Use appropriate field types
Choose the correct field type for each attribute:
{
"mappings": {
"properties": {
"name": {
"type": "text",
"fields": {
"keyword": {"type": "keyword"}
}
},
"sku": {"type": "keyword"},
"price": {"type": "float"},
"in_stock": {"type": "boolean"},
"created_at": {"type": "date"}
}
}
}
Disable unnecessary features
If you don’t need certain features, disable them to save space and improve performance:
{
"mappings": {
"properties": {
"internal_id": {
"type": "keyword",
"index": false,
"doc_values": false
}
}
}
}
Use appropriate analyzers
Configure analyzers based on your language and search requirements:
{
"settings": {
"analysis": {
"analyzer": {
"product_name_analyzer": {
"type": "custom",
"tokenizer": "standard",
"filter": ["lowercase", "asciifolding"]
}
}
}
}
}
Monitor search performance
Effective monitoring helps identify and resolve performance issues.
Use APM tools
Configure your APM tool (NewRelic, OpenTelemetry) to track search query performance:
- Monitor slow queries (queries taking > 500ms)

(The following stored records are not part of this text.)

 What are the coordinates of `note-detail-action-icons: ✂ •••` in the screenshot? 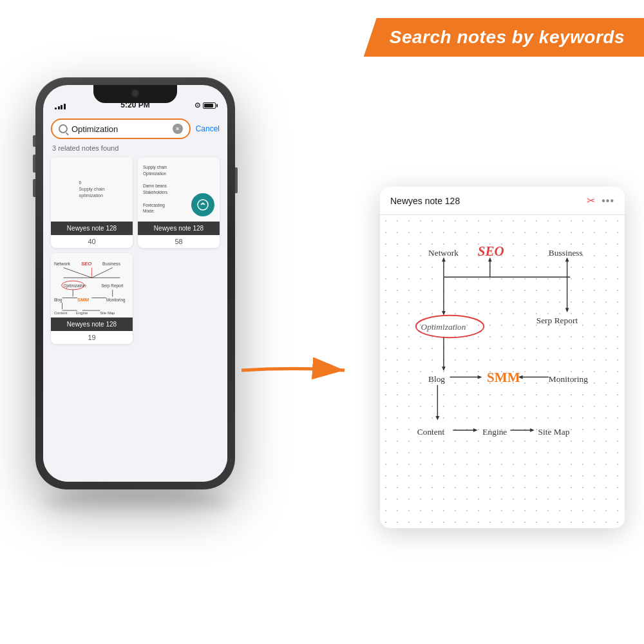 It's located at (600, 201).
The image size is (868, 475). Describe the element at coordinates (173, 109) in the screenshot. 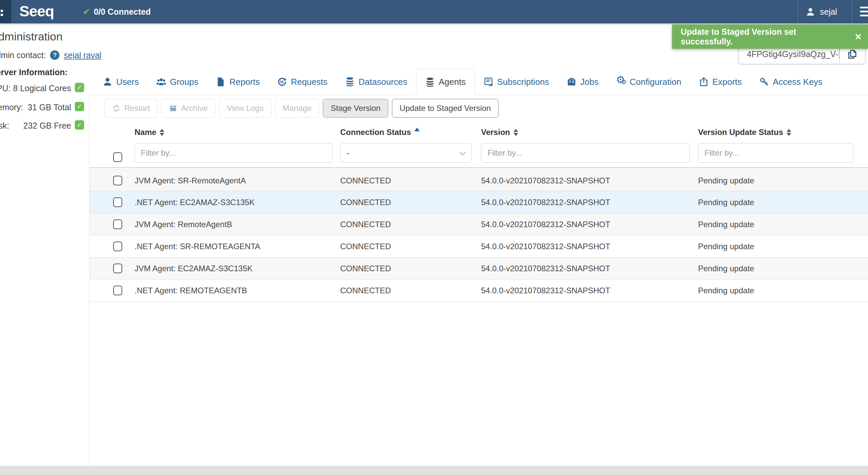

I see `archive-icon` at that location.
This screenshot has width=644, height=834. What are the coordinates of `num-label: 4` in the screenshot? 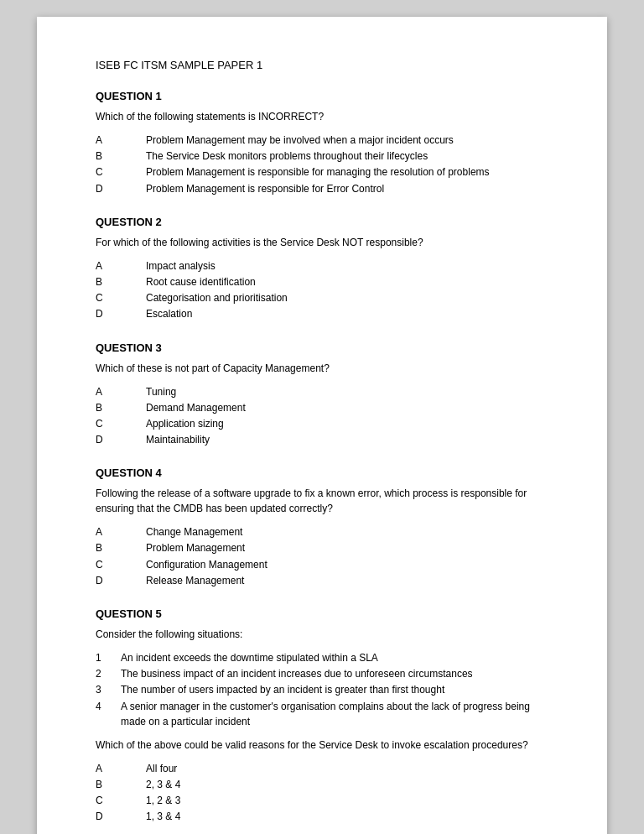 It's located at (108, 714).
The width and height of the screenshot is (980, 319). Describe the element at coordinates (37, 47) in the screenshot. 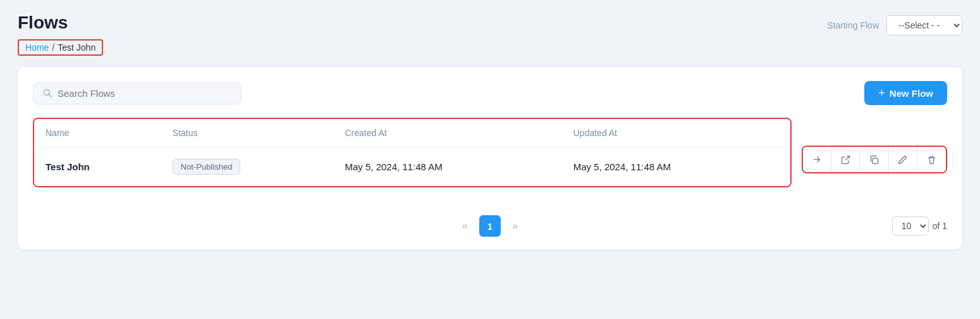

- Track query frequency and patterns
- Identify expensive aggregations
Enable slow query logging
Configure Elasticsearch/OpenSearch to log slow queries:
# opensearch.yml or elasticsearch.yml
index.search.slowlog.threshold.query.warn: 10s
index.search.slowlog.threshold.query.info: 5s
index.search.slowlog.threshold.query.debug: 2s
index.search.slowlog.threshold.fetch.warn: 1s
Monitor cluster health
Regularly check:
- Cluster status (green/yellow/red)
- Shard allocation
- Memory usage
- CPU utilization
- Query throughput
Common performance anti-patterns
Avoid these common mistakes:
1. Using search for real-time inventory checks
Don’t query search for real-time stock availability. Use Redis or the database for real-time data.
2. Over-fetching data
Don’t retrieve all product data when you only need IDs and basic information for a listing page.
3. Unbounded searches
Always set reasonable limits on:
- Number of results returned
- Aggregation bucket sizes
- Query timeout values
4. Ignoring search relevance
Poor search relevance leads to users applying many filters or paginating deeply. Invest time in improving search quality and ranking.
Best practices summary
- Never use global aggregations in user-facing search requests.
- Limit pagination to a reasonable number of pages (typically 20-50 pages maximum).
- Use filters over queries for exact-match criteria.
- Cache aggressively: Cache common queries, aggregations, and filter results.
- Monitor and optimize: Use APM tools to identify slow queries and optimize them.
- Design for search, not catalog browsing: Help users find products quickly through better search relevance and faceted navigation.
- Set query timeouts: Prevent runaway queries from consuming resources.
- Use appropriate field types and analyzers in your index mappings.
- Limit returned fields to only what’s needed for the current view.
- Regular index maintenance: Monitor index health and optimize when necessary.